My vision blurs with wetness, but I’m not going to lose it now. Not yet; there’s too much game ahead of us.
The first period is over before I know it, and the Hawkeyes are up by one. Seeing Scottie out on the ice in person put a whole new perspective on it… on a life here, with him. Being a hockey player's wife and what that would entail.
Then, out of nowhere, the announcer’s voice booms through the arena, and my face is on the Jumbotron.
“Ladies and gentlemen, we have a special recognition tonight. Please welcome the newest member of the Pacific Northwest Ballet Company, and the wife of Hawkeyes winger Scottie Easton—Katerina Easton.”
My heart lurches at hearing someone else say my married name, and at the surprise of the announcer calling out my spot on the PNB. I wasn’t expecting that. Scottie must have asked the announcer to do it.

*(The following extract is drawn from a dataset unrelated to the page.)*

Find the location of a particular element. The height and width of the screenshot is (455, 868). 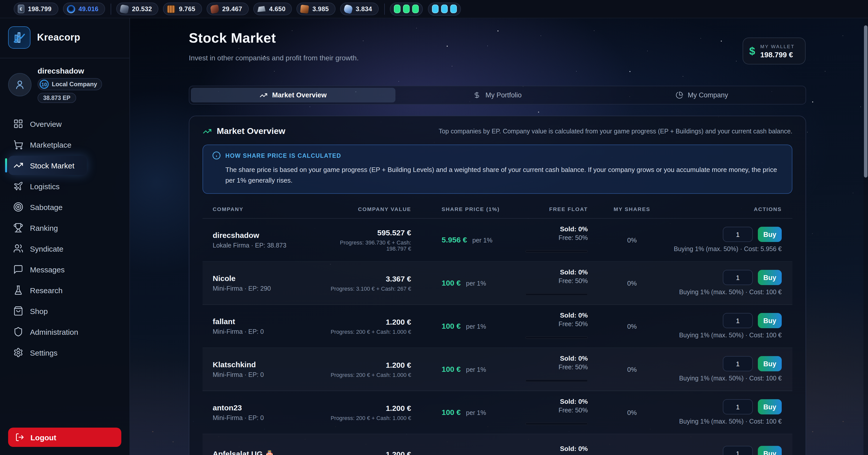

Scottie skates past the bench, spots me instantly, and points. A clean, deliberate point. Like the entire arena should know exactly who he’s proud of. Someone behind me taps my shoulder and tells me to stand and wave. It feels crazy to do it here, where I’m not a star, but I do it, and the crowd erupts, and then I realize what Vivi meant by the vibration of applause being felt by your ancestors. I can’t hold back my smile, and then I take a seat.
Then he disappears down the tunnel, leaving me with a heart slamming so hard I’m convinced everyone can hear it.
I’m in love with him.
I know it now. No… I’ve known about it for a while now.
I’ve known it in pieces—quiet moments, soft touches—but Scottie publicly claiming me in front of twenty thousand people… It’s the first time it feels more real than ever before.
After the end of the game and the media, I wait with the other wives and girlfriends until he emerges, exiting the locker room dressed out of his media suit into a pair of jeans and a t-shirt, and smiling with a win on his face.
He sees me, and his whole face softens.
“KitKat.” He pulls me into his chest and holds me like he’s been waiting all day.
“Are you ready to celebrate?” he murmurs against my hair and then kisses the side of my temple.
“More than ready.”
The rest of the night is a blur of celebration. The Hawkeyes win, my win… it can’t get any better than this, and I know it.
“Bro, your wife made the Jumbotron,” Hunter adds with a grin. “She’s officially more famous than you.”
“She already was,” Luka smirks.
I elbow him, and he smirks like the protective big brother he pretends not to be.
Scottie curls his arm around my waist, not possessively, but steadily. Like he’s keeping me close without even thinking about it.
And I love it more than I should.
Drinks come out, and someone hands Scottie a beer he doesn’t even drink before he sets it aside to grab my hand instead.
“Come with me,” he says, pulling me behind him through the crowd of people. He stops at one of the pool tables.
“This is it,” Scottie says, tapping the edge. “The exact table where I made the best losing bet of my life.”
“The best losing bet?”
He turns to me, his hands landing on my hips as he faces me. He lowers his head to my ear, and I instinctively wrap my arms around his neck to welcome him closer. His voice is low enough that only I hear.
“That bet gave me you.”
My breath catches, and then he pulls back, just long enough for our eyes to catch, and then he stares down at my lips, wetting his. I send up a small prayer that he kisses me… right now.
His mouth finds mine like I hoped it would. His kisses me once, twice, then deeper. He kisses me like we’re alone, like there are no eyes, no noise, no universe but this. His hands slide up the sides of my torso, leaving goosebumps everywhere he touches, until his hands cradle my jaw, tilting my mouth exactly how hewants me, kissing me like he’s been waiting since the second he saw me on the jumbotron.
The bar goes feral behind us. Cheers and whistles… someone banging a glass on the table, but all I feel is him.